Based on how many sides are parallel and whether sides and angles are equal, quadrilaterals are classified into five main types. Each type is a special case of the one above it in the hierarchy. Let's understand each one with its definition, diagram, and all properties.

D C B A AB ∥ DC
Trapezium ABCD
1. Trapezium
A quadrilateral with exactly one pair of opposite sides parallel.
  • iOne pair of opposite sides is parallel: AB ∥ DC
  • iiThe angles on the same side of a non-parallel leg are supplementary (add up to 180°): ∠A + ∠D = 180° and ∠B + ∠C = 180°
  • iiiThe other pair of opposite sides (the legs AD and BC) are not necessarily parallel or equal.
O D C B A
Parallelogram ABCD
2. Parallelogram
A quadrilateral with two pairs of opposite sides parallel.
  • iBoth pairs of opposite sides parallel: AB ∥ DC and AD ∥ BC
  • iiOpposite sides are equal: AB = DC, AD = BC
  • iiiOpposite angles are equal: ∠A = ∠C, ∠B = ∠D
  • ivAdjacent angles are supplementary: ∠A + ∠D = 180°, ∠A + ∠B = 180°, etc.
  • vDiagonals bisect each other (cut each other into equal halves): OA = OC, OB = OD
O D C B A
Rectangle ABCD (all 90° angles)
3. Rectangle
A parallelogram in which one angle (and therefore all angles) is 90°.
  • iAll properties of a parallelogram apply (parallel & equal opposite sides, bisecting diagonals, etc.)
  • iiEvery interior angle is a right angle: ∠A = ∠B = ∠C = ∠D = 90°
  • iiiOpposite sides are equal: AB = DC, AD = BC (but adjacent sides need not be equal)
  • ivExtra property: Diagonals are equal in length: AC = BD
  • vDiagonals bisect each other (but not at right angles): OA = OC, OB = OD
O A B C D
Rhombus (all sides equal; diagonals ⊥)
4. Rhombus
A parallelogram in which all four sides are equal (equivalently, two adjacent sides of a parallelogram are equal).
  • iAll properties of a parallelogram apply.
  • iiAll four sides are equal: AB = BC = CD = DA
  • iiiOpposite angles are equal: ∠A = ∠C, ∠B = ∠D
  • ivAdjacent angles are supplementary: ∠A + ∠B = 180°, etc.
  • vExtra property: Diagonals bisect each other at right angles: ∠AOB = 90°
A B C D
Square (all sides equal; all angles 90°; diagonals ⊥ and equal)
5. Square
A rectangle with all sides equal, or equivalently, a rhombus with all angles equal to 90°. The square is the most special quadrilateral — it satisfies all conditions of both rectangle and rhombus.
  • iAll sides are equal: AB = BC = CD = DA
  • iiEvery angle is 90°: ∠A = ∠B = ∠C = ∠D = 90°
  • iiiOpposite sides are parallel: AB ∥ DC, AD ∥ BC
  • ivDiagonals are equal in length: AC = BD
  • vDiagonals bisect each other at right angles: OA = OC, OB = OD, ∠AOB = 90°

Hierarchy of Quadrilaterals — How They Are Related

Each special type of quadrilateral is a more restricted version of the type above it. Understanding this hierarchy helps you instantly know which properties apply — a square inherits all properties of a rectangle and a rhombus and a parallelogram.

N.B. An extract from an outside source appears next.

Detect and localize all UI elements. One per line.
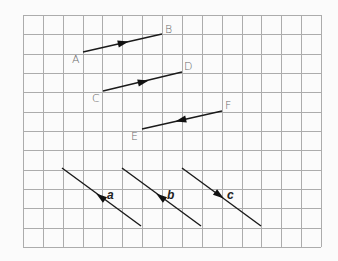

Quadrilateral Trapezium (1 pair of parallel sides) Parallelogram (2 pairs of parallel sides) Rectangle (one angle = 90°) Rhombus (adjacent sides equal) Square
📌 How to read the hierarchy: Every shape lower in the diagram has all the properties of every shape above it, plus extra ones. A square is both a rectangle (all right angles) and a rhombus (all sides equal), making it the most special of all. A rectangle is a special parallelogram; a parallelogram is a special trapezium.

Master Comparison Table — All Properties at a Glance

Property Trapezium Parallelogram Rectangle Rhombus Square
1 pair of ∥ sides
2 pairs of ∥ sides
Opposite sides equal
All sides equal
All angles = 90°
Opposite angles equal
Diagonals bisect each other
Diagonals are equal
Diagonals ⊥ (at right angles)

Common Mistakes to Avoid

  • Confusing rhombus and square: A rhombus has all sides equal but angles are NOT necessarily 90°. A square has all sides equal AND all angles 90°. Every square is a rhombus, but not every rhombus is a square.
  • Forgetting the angle sum: The sum of angles in a quadrilateral is always 360°, not 180° (which is for triangles). In an exam, if three angles are given, always find the fourth as 360° minus the sum of the other three.
  • Thinking a rectangle's diagonals meet at right angles: In a rectangle, the diagonals are equal in length and bisect each other, but they do NOT cross at 90° unless it is also a square.
  • Thinking a rhombus has equal diagonals: In a rhombus, the diagonals bisect each other at 90°, but they are NOT equal in length unless it is also a square.
  • Calling any quadrilateral a parallelogram: A parallelogram requires BOTH pairs of opposite sides to be parallel. A trapezium has only ONE such pair and is NOT a parallelogram.
Most common board exam error: Saying "diagonals of a rectangle bisect each other at right angles." This is wrong — perpendicular diagonals are a property of the rhombus and square, not the rectangle (unless the rectangle is also a square).

What This Introduction Prepares You For

The properties you learned here are used directly in the theorems and exercises of Chapter 8. The next topics cover proofs related to the mid-point theorem and properties of parallelograms, where you will use the fact that opposite sides are equal or diagonals bisect each other as reasons in formal geometry proofs.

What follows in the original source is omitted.